Although collisions do not occur with CSMA/CD once a station has unambiguously captured the channel, they can still occur during the contention period. These collisions adversely affect the system performance, especially when the cable is long and the frames are short. And CSMA/CD is not universally applicable. In this section, we will examine some protocols that resolve the contention for the channel without any collisions at all, not even during the contention period. Most of these are not currently used in major systems, but in a rapidly changing field, having some protocols with excellent properties available for future systems is often a good thing. In the protocols to be described, we assume that there are exactly N stations, each with a unique address from 0 to N - 1 ''wired'' into it. It does not matter that some stations may be inactive part of the time.

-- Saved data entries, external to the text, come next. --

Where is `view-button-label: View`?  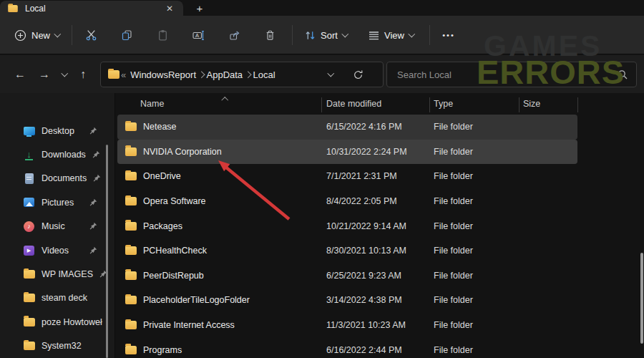 view-button-label: View is located at coordinates (394, 36).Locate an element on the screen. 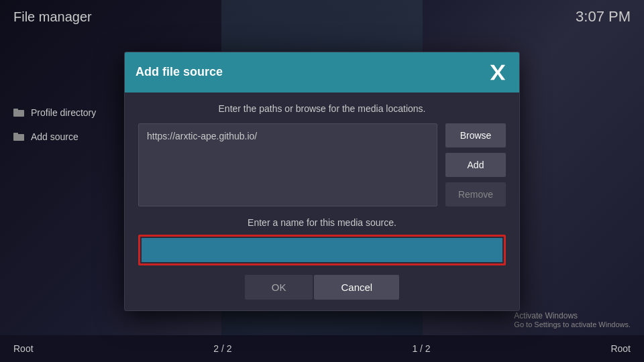 The image size is (644, 362). browse-button: Browse is located at coordinates (476, 135).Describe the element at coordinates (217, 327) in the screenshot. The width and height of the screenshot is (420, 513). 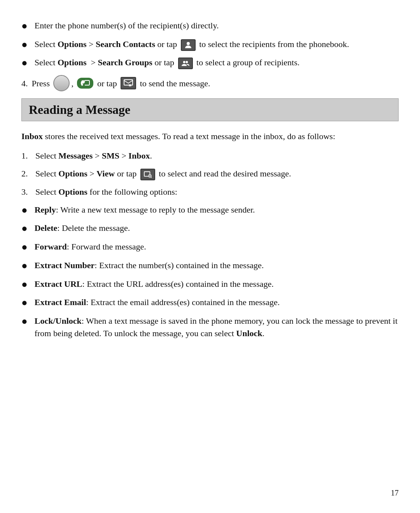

We also assume that propagation delay is negligible.
In this collision-free protocol, the basic bit-map method, each contention period consists of exactly N slots. If station 0 has a frame to send, it transmits a 1 bit during the zeroth slot. No other station is allowed to transmit during this slot. Regardless of what station 0 does, station 1 gets the opportunity to transmit a 1 during slot 1, but only if it has a frame queued. In general, station j may announce that it has a frame to send by inserting a 1 bit into slot j. After all N slots have passed by, each station has complete knowledge of which stations wish to transmit. At that point, they begin transmitting in numerical order.
Transmission of frames in Bit-Map Protocol
Since everyone agrees on who goes next, there will never be any collisions. After the last ready station has transmitted its frame, an event all stations can easily monitor, another N bit contention period is begun. If a station becomes ready just after its bit slot has passed by, it is out of luck and must remain silent until every station has had a chance and the bit map has come around again. Protocols like this in which the desire to transmit is broadcast before the actual transmission are called reservation protocols.
A problem with the basic bit-map protocol is that the overhead is 1 bit per station, so it does not scale well to networks with thousands of stations. We can do better than that by using binary station addresses. A station wanting to use the channel now broadcasts its address as a binary bit string, starting with the high-order bit. All addresses are assumed to be the same length. The bits in each address position from different stations are BOOLEAN ORed together. We will call this protocol binary countdown. It implicitly assumes that the transmission delays are negligible so that all stations see asserted bits essentially instantaneously. To avoid conflicts, an arbitration rule must be applied: as soon as a station sees that a high-order bit position that is 0 in its address has been overwritten with a 1.